Thursday, August 04, 2005

DSL markets (US and Europe) moving in opposite directions

What's new? Reuters reports that the FCC postponed a meeting, hoping it could decide on DSL-based broadband. After cable modem internet service was declared an information service by the Supreme Court recently, the FCC-chairman Kevin Martin wants the same status for DSL-based internet. That would level the playing field. At the same time, the German regulator is lowering charges and tariffs for access to Deutsche Telekom facilities, supposedly to levels that are among the lowest in the country. This should stimulate facilities-based competition.

What's the relevance? Basically, good news for the Bells (Verizon, SBC, BellSouth, Qwest) in the US and the unbundlers in Germany; bad news for US resellers such as EarthLink. Facilities-based competitors in the US, mainly Covad, covering 50% of the population, seem unharmed.

What is an information service? If DSL is declared an information service, as opposed to a telecommunications service, regulation hardly applies. This means that the Bells will no longer be obligated to lease their DSL-infrastructure at regulated prices. Similiarly, in wireless communications virtual operators (MVNOs) only exist on mutual understandings between the network owner (e.g. T-Mobile or Sprint) and a company like Virgin. Virgin has several MVNO joint ventures worldwide. The network owner gains by collecting wholesale revenues (although at lower margins, but without having to do any marketing). It is left to the MVNO to market a specific niche. In the case of Virgin, it is youths.

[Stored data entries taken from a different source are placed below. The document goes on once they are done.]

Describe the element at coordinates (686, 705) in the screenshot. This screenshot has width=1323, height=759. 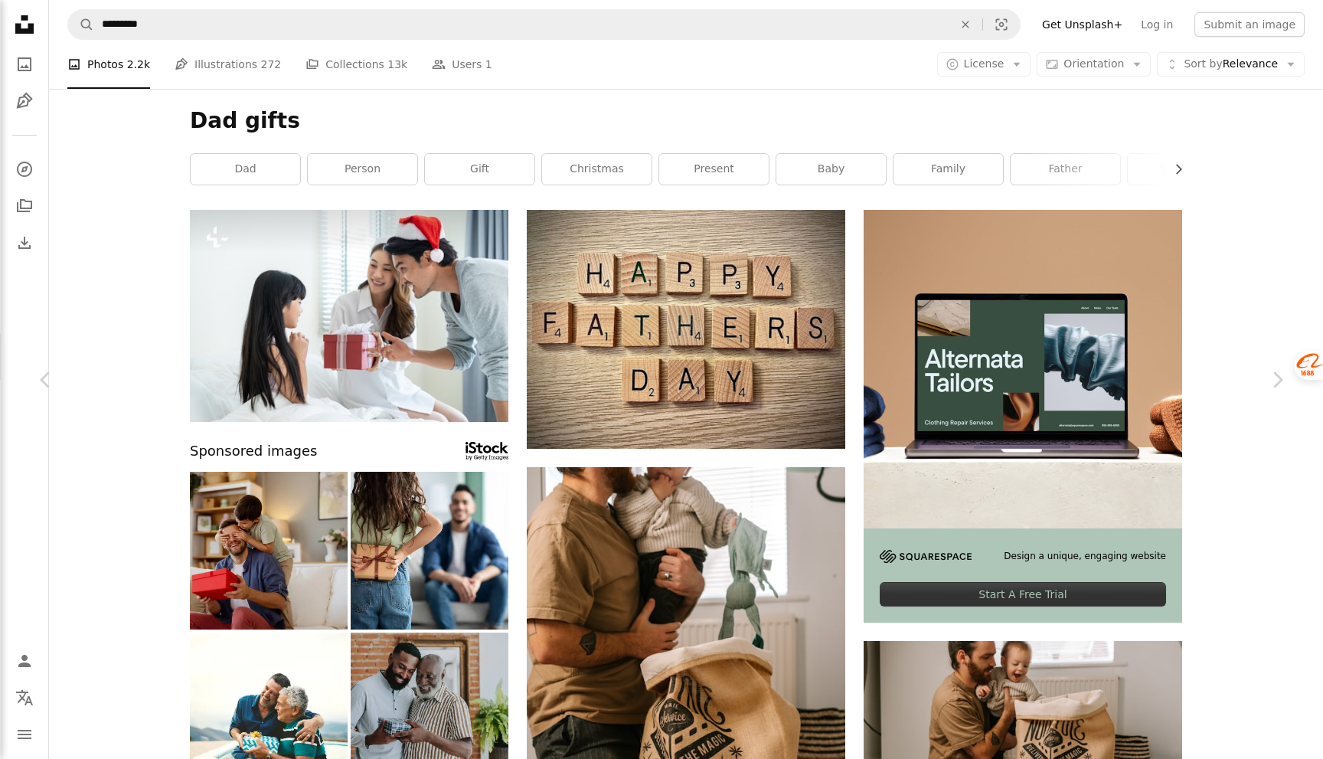
I see `a: a man holding a baby in his arms` at that location.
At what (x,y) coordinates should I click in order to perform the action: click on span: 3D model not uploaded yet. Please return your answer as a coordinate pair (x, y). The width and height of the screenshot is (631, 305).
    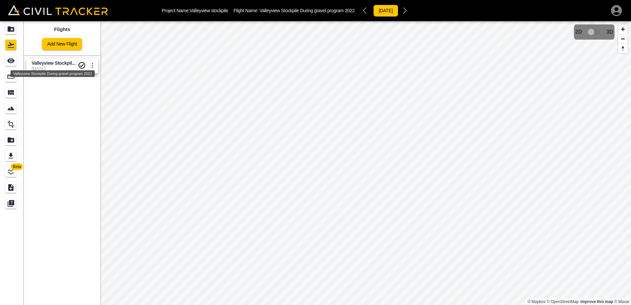
    Looking at the image, I should click on (594, 32).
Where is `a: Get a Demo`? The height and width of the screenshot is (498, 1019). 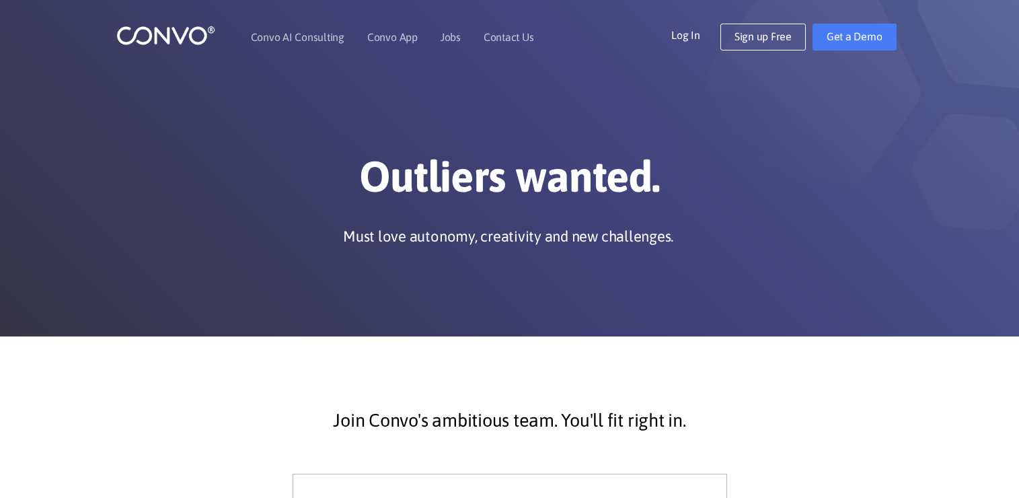 a: Get a Demo is located at coordinates (854, 37).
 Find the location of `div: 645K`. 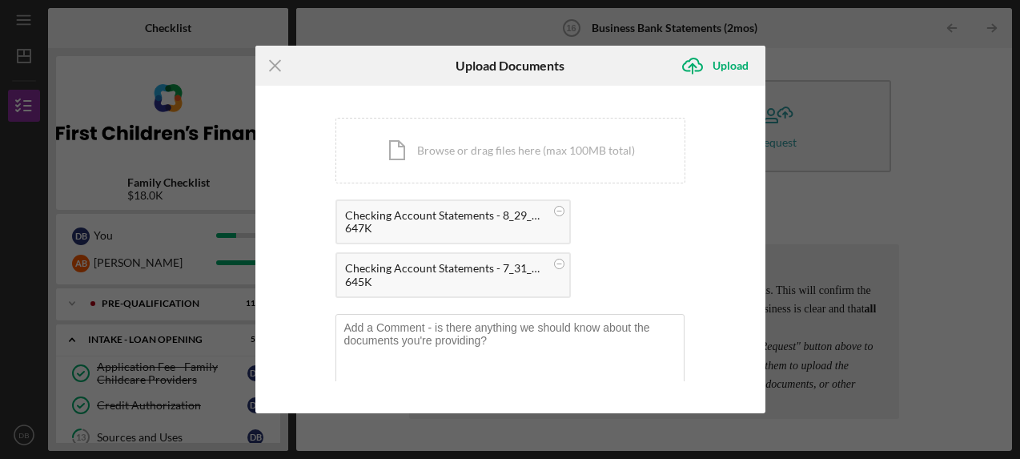

div: 645K is located at coordinates (445, 282).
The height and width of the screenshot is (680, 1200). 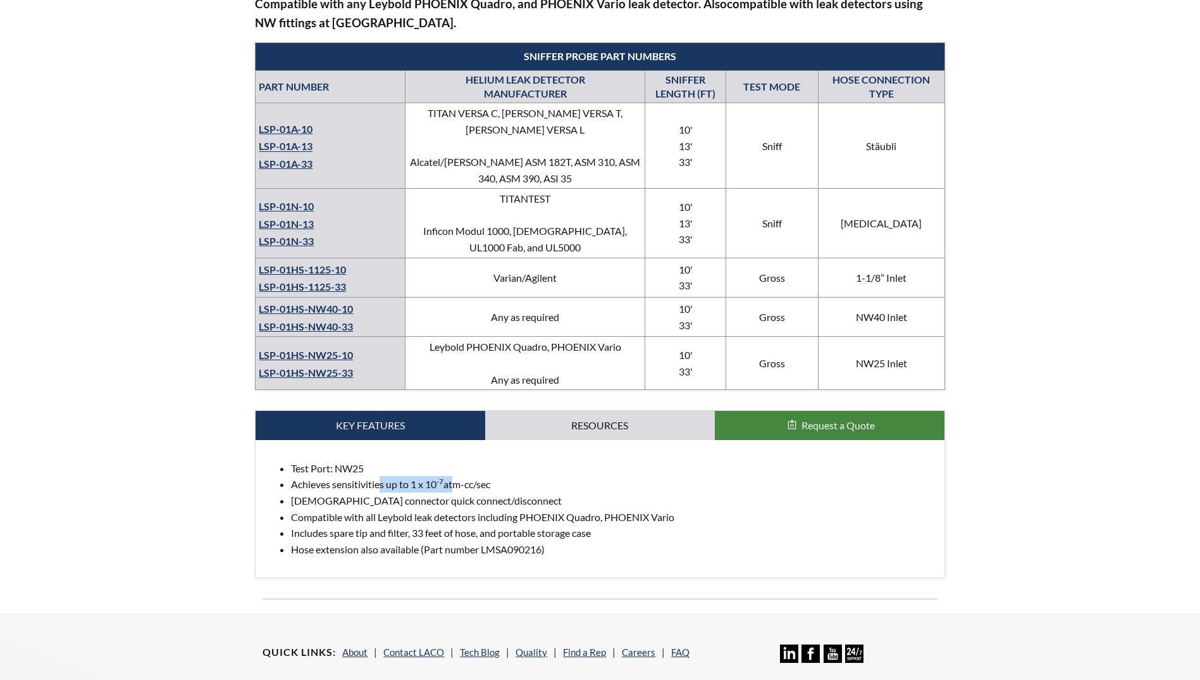 What do you see at coordinates (525, 277) in the screenshot?
I see `td: Varian/Agilent` at bounding box center [525, 277].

What are unbundlers? In Germany, several carriers are building out DSL-infrastructure (DSLAMs) in Deutsche Telekom central offices: Arcor (still part of Vodafone), Telefonica Deutschland (a Telefonica unit specilising in wholesale DSL, with a company like freenet.de acting as retailer) and Telecom Italia (that wants to extend its HanseNet brand nationwide). And after Tele2 acquires Versatel and sells the German asets to APAX, the latter company wants to make Versatel Deutschland (or whatever the brand will be) a national player as well. This installing of DSLAMs means taking over the local loop (the 'last mile' of the copper wire) and the customer relation form the PTT. This process is known as 'local loop unbundling' (LLU). The same is happening all over Europe and Japan. French Iliad (brand name Free.fr) is among the most famous. Its DSLAMs allow it to offer the full triple play.